Not only are cigarettes bad for your health – they also threaten the environment, an anti-smoking group says. It points to the millions of cigarette butts that end up on roads, waterways, parks and beaches -- a reason to outlaw smoking in public parks and beaches, it suggests. "Cigarette butts contain heavy metals that can leach into waterways, posing a threat to acquatic life," the group called Legacy said in a news release on Tuesday. It noted that in one laboratory test, one cigarette butt soaked in a liter of water was lethal to half of the fish exposed. Cheryl G. Healton, the president and CEO of Legacy, said the data “sets the stage for a new research agenda – one focused both on preserving our environment and protecting our public health."...more

How the Ice in Your Drink is Imperiling the Planet

Want to save the Earth? Easy, just buy a couple of ice trays. To the long list of human inventions that are wrecking global climate—the internal combustion engine, the industrial era factory—add the automatic ice maker. Climate modelers have long known that households are far bigger contributors to global warming than most laypeople realize. For all the blame tailpipe emissions take for escalating temperatures, homes and office buildings are actually the single largest contributor to greenhouse gasses. One key reason is the 100-plus million refrigerators in America's 111 million households. According to the Department of Energy, the standard fridge sucks up about 8% of the electricity used by all homes—a pretty big share given the dozens of big and small appliances and electronics that are also drawing juice. According to the just-released findings, the average ice maker in the average fridge increases energy consumption by 12% to 20%—a whole lot of juice for an appliance that is in operation 24 hours a day from the moment you first plug it in till the moment you replace it a decade or more later. The reason that number was so unexpected was that the large majority of refrigerators are refrigerator-freezer combinations anyway—which means they're freezing water and making ice no matter what. So why should the simple business of automating the process be so energetically expensive? The answer, it turns out, is the tiny motor inside the freezing system that's used to release the bits of ice from the mold and dump them into a tray...more

No more drinkin', no more smokin' - can you guess what comes next?

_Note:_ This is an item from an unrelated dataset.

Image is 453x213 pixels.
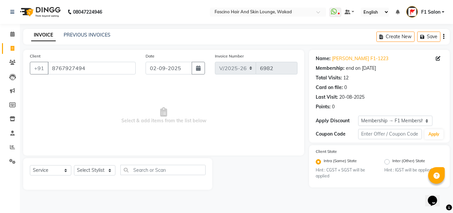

Ending Farm Welfare As We Know It

Just about everything in Wisconsin Rep. Paul Ryan's budget blueprint has caught unshirted hell from critics: the tax rates, the Medicare vouchers, the safety-net cuts. The one thing that hasn't? The cuts to farm subsidies. If past is prologue, that means the subsidies are probably safe. Ryan wants to trim $3 billion a year from a $15 billion annual total in farm support programs. This is a modest goal—perhaps too modest. After all, farm subsidies are one thing about which all sides can agree: George Will disdains them—and so does Paul Krugman, who calls them "grotesque." The conservative Heritage Foundation terms farm subsidies "America's largest corporate welfare program." The liberal ThinkProgress dubs them "highly regressive." President Clinton tried to rein them in. So did President Bush—both the Elder and the Younger. "Bush Attacks Farm Subsidies," reported the St. Louis Post-Dispatch in 1990. Eighteen years later Reuters reported, "House Overrides Bush Veto of U.S. Farm Bill." If left, right, and center stand united in their opposition to subsidies, then why do the programs thrive?...more

Song Of The Day #559

Ranch Radio's request yesterday was a 1953 recording by Roy Acuff, so we'll look at the country charts for that year.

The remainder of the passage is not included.